NEWS
STARLINK COULD HAVE TRANSFORMED LIVES IN RURAL PNG

Tasminnie ISIMELI By Tasminnie ISIMELI | January 9, 2026

STARLINK COULD HAVE TRANSFORMED LIVES IN RURAL PNG

For thousands of people living in Papua New Guinea’s most remote communities, access to the outside world remains a long and difficult journey, often involving hours of walking just to send a message or call for help.

Pastor Matt Allen knows this reality all too well. Now a pastor at a Baptist Church in Port Moresby, Pastor Allen spent 11 years living and working in one of the country’s most isolated locations, Kotidanga village in Gulf Province, a four-day walk from Menyamya and three days from Kerema.

“There was zero internet access,” he said. “There still is none.”

During his time in Kotidanga, Pastor Allen served as a missionary and pilot, flying a Cessna 206 for medical evacuations and logistics across the region.

His mission station also operated a registered rural health centre, treating more than 11,000 patients annually.

“We treated everything from a runny nose to heart attacks,” he said. “But the most common medevac was always mothers in labour.”

He recalls days when he flew multiple emergency missions back-to-back, often transporting women who had already been in labour for more than 36 hours.

“By the time they reached us, the baby was usually gone. The flight was just to try and save the mother.”

Communication in Kotidanga relied largely on HF radio, which Pastor Allen describes as unreliable and limited to scheduled call times.

A satellite phone later provided minimal email access, but at extremely slow speeds and high cost.

“At best it was less than 10 kilobytes per second. It took two minutes just to receive one text-only email,” he said.

A brief attempt by Digicel to establish a mobile tower around 2012 ended within months due to land disputes.

“Even today, people still have to walk two to four hours up a mountain just to find a signal,” he said.

He said the people in Kotidanga started using Starlink around 18 months ago, testing the satellite internet service.

With speeds of around 200 megabits per second and low latency, he says Starlink far exceeds anything currently available in PNG.

“There’s nothing that touches those speeds here not even fibre optics.”

He describes the service as transformational for rural health, education and governance.

“A health extension officer in a remote clinic could do a live video call with a doctor instead of guessing treatment,” he said.

“Teachers wouldn’t have to travel to town just to check their pay. Schools could access free learning platforms like Khan Academy.”

When Starlink services were later switched off, he says communities were immediately cut off again.

“They’re back to darkness, hand-carrying letters or climbing mountains,” he said.

He points to a recent plane crash at Kanabea airstrip as an example, where it took someone walking over an hour to alert authorities because there was no communication.

“That happened just hours ago,” he said. “This is the reality.”

Pastor Allen says he believes government leaders must urgently reconsider digital access for rural PNG, where an estimated 87 percent of the population lives.

“People in the bush can no longer wait for fibre or mobile towers,” he said.

“It’s time to step out of the stone age and come into the modern age.”

While aware of ongoing regulatory and legal issues surrounding Starlink, he says his focus remains on the people affected.

“If it were allowed again, I’d get five of them,” he said.

For Pastor Allen, internet access is not about convenience, it is about dignity, safety and opportunity.

“It means connection. It means education. It means saving lives,” he said.

“It means coming into the modern age.”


◆ Description of the task ◆
Within the entries below, every line containing "item" is to be copied.

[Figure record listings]

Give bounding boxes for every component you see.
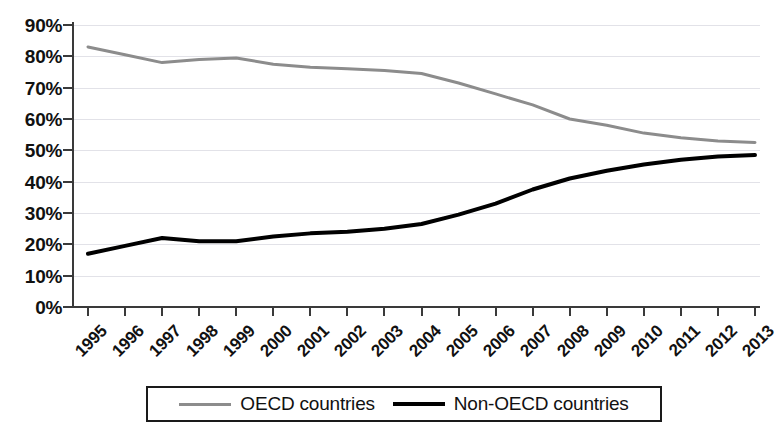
legend-item-non-oecd: Non-OECD countries xyxy=(393,393,629,415)
y-axis-labels: 0%10%20%30%40%50%60%70%80%90% xyxy=(0,0,66,320)
legend-swatch-oecd-icon xyxy=(179,403,231,406)
y-tick-label: 0% xyxy=(35,298,62,317)
y-tick-label: 80% xyxy=(25,47,62,66)
y-tick-label: 10% xyxy=(25,266,62,285)
plot-area xyxy=(72,0,760,320)
y-tick-label: 50% xyxy=(25,141,62,160)
x-tick-label: 2007 xyxy=(517,322,555,360)
x-tick-label: 2000 xyxy=(257,322,295,360)
chart-legend: OECD countries Non-OECD countries xyxy=(146,386,662,422)
plot-wrapper: 0%10%20%30%40%50%60%70%80%90% 1995199619… xyxy=(0,0,780,320)
y-tick-label: 90% xyxy=(25,16,62,35)
y-tick-label: 30% xyxy=(25,204,62,223)
y-tick-label: 40% xyxy=(25,172,62,191)
legend-swatch-non-oecd-icon xyxy=(393,402,445,406)
x-tick-label: 2012 xyxy=(702,322,740,360)
x-tick-label: 1998 xyxy=(183,322,221,360)
x-tick-label: 2001 xyxy=(294,322,332,360)
x-tick-label: 2013 xyxy=(739,322,777,360)
x-tick-label: 2006 xyxy=(480,322,518,360)
x-tick-label: 2005 xyxy=(443,322,481,360)
x-tick-label: 1997 xyxy=(146,322,184,360)
legend-label-non-oecd: Non-OECD countries xyxy=(454,393,629,415)
series-line xyxy=(88,155,755,254)
x-tick-label: 2009 xyxy=(591,322,629,360)
y-tick-label: 70% xyxy=(25,78,62,97)
x-tick-label: 1996 xyxy=(109,322,147,360)
legend-label-oecd: OECD countries xyxy=(240,393,374,415)
line-chart: 0%10%20%30%40%50%60%70%80%90% 1995199619… xyxy=(0,0,780,432)
x-tick-label: 1995 xyxy=(72,322,110,360)
x-tick-label: 2008 xyxy=(554,322,592,360)
x-tick-label: 2010 xyxy=(628,322,666,360)
series-lines xyxy=(72,0,760,320)
series-line xyxy=(88,47,755,143)
x-tick-label: 2011 xyxy=(666,322,703,359)
x-tick-label: 2002 xyxy=(331,322,369,360)
x-tick-label: 1999 xyxy=(220,322,258,360)
x-tick-label: 2004 xyxy=(406,322,444,360)
x-tick-label: 2003 xyxy=(369,322,407,360)
y-tick-label: 20% xyxy=(25,235,62,254)
y-tick-label: 60% xyxy=(25,110,62,129)
legend-item-oecd: OECD countries xyxy=(179,393,374,415)
x-axis-labels: 1995199619971998199920002001200220032004… xyxy=(72,318,760,380)
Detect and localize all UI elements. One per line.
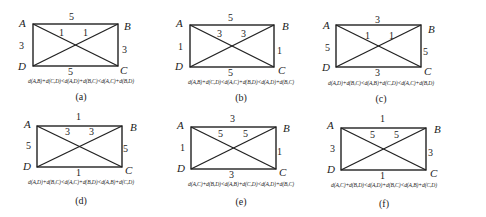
panel-f: A B C D 1 1 3 3 5 5 d(A,C)+d(B,D)<d(A,D)… — [320, 105, 482, 213]
edge-ad-weight: 1 — [180, 143, 185, 153]
edge-ad-weight: 5 — [325, 43, 330, 53]
edge-ab-weight: 5 — [228, 13, 233, 23]
vertex-a: A — [177, 120, 184, 131]
vertex-c: C — [424, 66, 431, 77]
edge-bd-weight: 5 — [394, 130, 399, 140]
edge-ab-weight: 3 — [375, 15, 380, 25]
panel-c: A B C D 3 3 5 5 1 1 d(A,D)+d(B,C)<d(A,B)… — [320, 0, 482, 108]
edge-cd-weight: 1 — [76, 168, 81, 178]
vertex-c: C — [430, 168, 437, 179]
inequality-caption: d(A,B)+d(C,D)<d(A,D)+d(B,C)<d(A,C)+d(B,D… — [0, 79, 162, 85]
edge-ab-weight: 5 — [69, 12, 74, 22]
panel-label: (f) — [303, 199, 465, 209]
edge-ad-weight: 1 — [178, 42, 183, 52]
panel-a: A B C D 5 5 3 3 1 1 d(A,B)+d(C,D)<d(A,D)… — [0, 0, 162, 108]
inequality-caption: d(A,C)+d(B,D)<d(A,B)+d(C,D)<d(A,D)+d(B,C… — [160, 182, 322, 188]
edge-ac-weight: 1 — [59, 28, 64, 38]
edge-bd-weight: 3 — [89, 127, 94, 137]
vertex-b: B — [283, 123, 290, 134]
inequality-caption: d(A,D)+d(B,C)<d(A,C)+d(B,D)<d(A,B)+d(C,D… — [0, 180, 162, 186]
edge-bc-weight: 5 — [423, 47, 428, 57]
vertex-a: A — [19, 18, 26, 29]
vertex-b: B — [428, 24, 435, 35]
edge-bc-weight: 1 — [277, 147, 282, 157]
vertex-c: C — [125, 165, 132, 176]
vertex-b: B — [130, 122, 137, 133]
rectangle-graph — [320, 105, 482, 213]
vertex-d: D — [23, 161, 31, 172]
vertex-a: A — [323, 20, 330, 31]
rectangle-graph — [320, 0, 482, 108]
edge-bd-weight: 3 — [241, 29, 246, 39]
edge-ab-weight: 1 — [380, 114, 385, 124]
edge-ad-weight: 5 — [26, 141, 31, 151]
vertex-d: D — [327, 164, 335, 175]
vertex-a: A — [24, 119, 31, 130]
vertex-c: C — [278, 65, 285, 76]
edge-ad-weight: 3 — [19, 41, 24, 51]
vertex-d: D — [322, 62, 330, 73]
vertex-d: D — [175, 61, 183, 72]
inequality-caption: d(A,D)+d(B,C)<d(A,B)+d(C,D)<d(A,C)+d(B,D… — [300, 81, 462, 87]
vertex-d: D — [177, 163, 185, 174]
edge-ac-weight: 3 — [217, 29, 222, 39]
panel-e: A B C D 3 3 1 1 5 5 d(A,C)+d(B,D)<d(A,B)… — [160, 105, 322, 213]
edge-ac-weight: 3 — [65, 127, 70, 137]
edge-ad-weight: 3 — [330, 144, 335, 154]
panel-label: (d) — [0, 196, 162, 206]
edge-ac-weight: 5 — [218, 129, 223, 139]
edge-cd-weight: 1 — [380, 171, 385, 181]
panel-d: A B C D 1 1 5 5 3 3 d(A,D)+d(B,C)<d(A,C)… — [0, 105, 162, 213]
edge-cd-weight: 5 — [68, 67, 73, 77]
panel-label: (b) — [160, 93, 322, 103]
edge-ab-weight: 3 — [230, 114, 235, 124]
vertex-c: C — [279, 167, 286, 178]
vertex-b: B — [124, 21, 131, 32]
edge-bc-weight: 1 — [277, 46, 282, 56]
vertex-a: A — [176, 18, 183, 29]
edge-ab-weight: 1 — [76, 112, 81, 122]
edge-bc-weight: 5 — [123, 144, 128, 154]
edge-bd-weight: 1 — [389, 31, 394, 41]
edge-ac-weight: 1 — [365, 31, 370, 41]
vertex-b: B — [434, 124, 441, 135]
edge-bc-weight: 3 — [122, 45, 127, 55]
panel-label: (e) — [160, 197, 322, 207]
panel-label: (a) — [0, 92, 162, 102]
panel-b: A B C D 5 5 1 1 3 3 d(A,B)+d(C,D)<d(A,C)… — [160, 0, 322, 108]
edge-bc-weight: 3 — [428, 148, 433, 158]
vertex-a: A — [327, 120, 334, 131]
edge-bd-weight: 1 — [83, 28, 88, 38]
inequality-caption: d(A,C)+d(B,D)<d(A,D)+d(B,C)<d(A,B)+d(C,D… — [303, 183, 465, 189]
edge-ac-weight: 5 — [370, 130, 375, 140]
edge-bd-weight: 5 — [243, 129, 248, 139]
vertex-b: B — [282, 21, 289, 32]
edge-cd-weight: 3 — [229, 170, 234, 180]
inequality-caption: d(A,B)+d(C,D)<d(A,C)+d(B,D)<d(A,D)+d(B,C… — [160, 80, 322, 86]
vertex-d: D — [18, 61, 26, 72]
edge-cd-weight: 3 — [375, 68, 380, 78]
vertex-c: C — [120, 65, 127, 76]
panel-label: (c) — [300, 94, 462, 104]
edge-cd-weight: 5 — [228, 68, 233, 78]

◆ Answer to this problem ◆
legend-item-non-oecd: Non-OECD countries xyxy=(393,393,629,415)
legend-item-oecd: OECD countries xyxy=(179,393,374,415)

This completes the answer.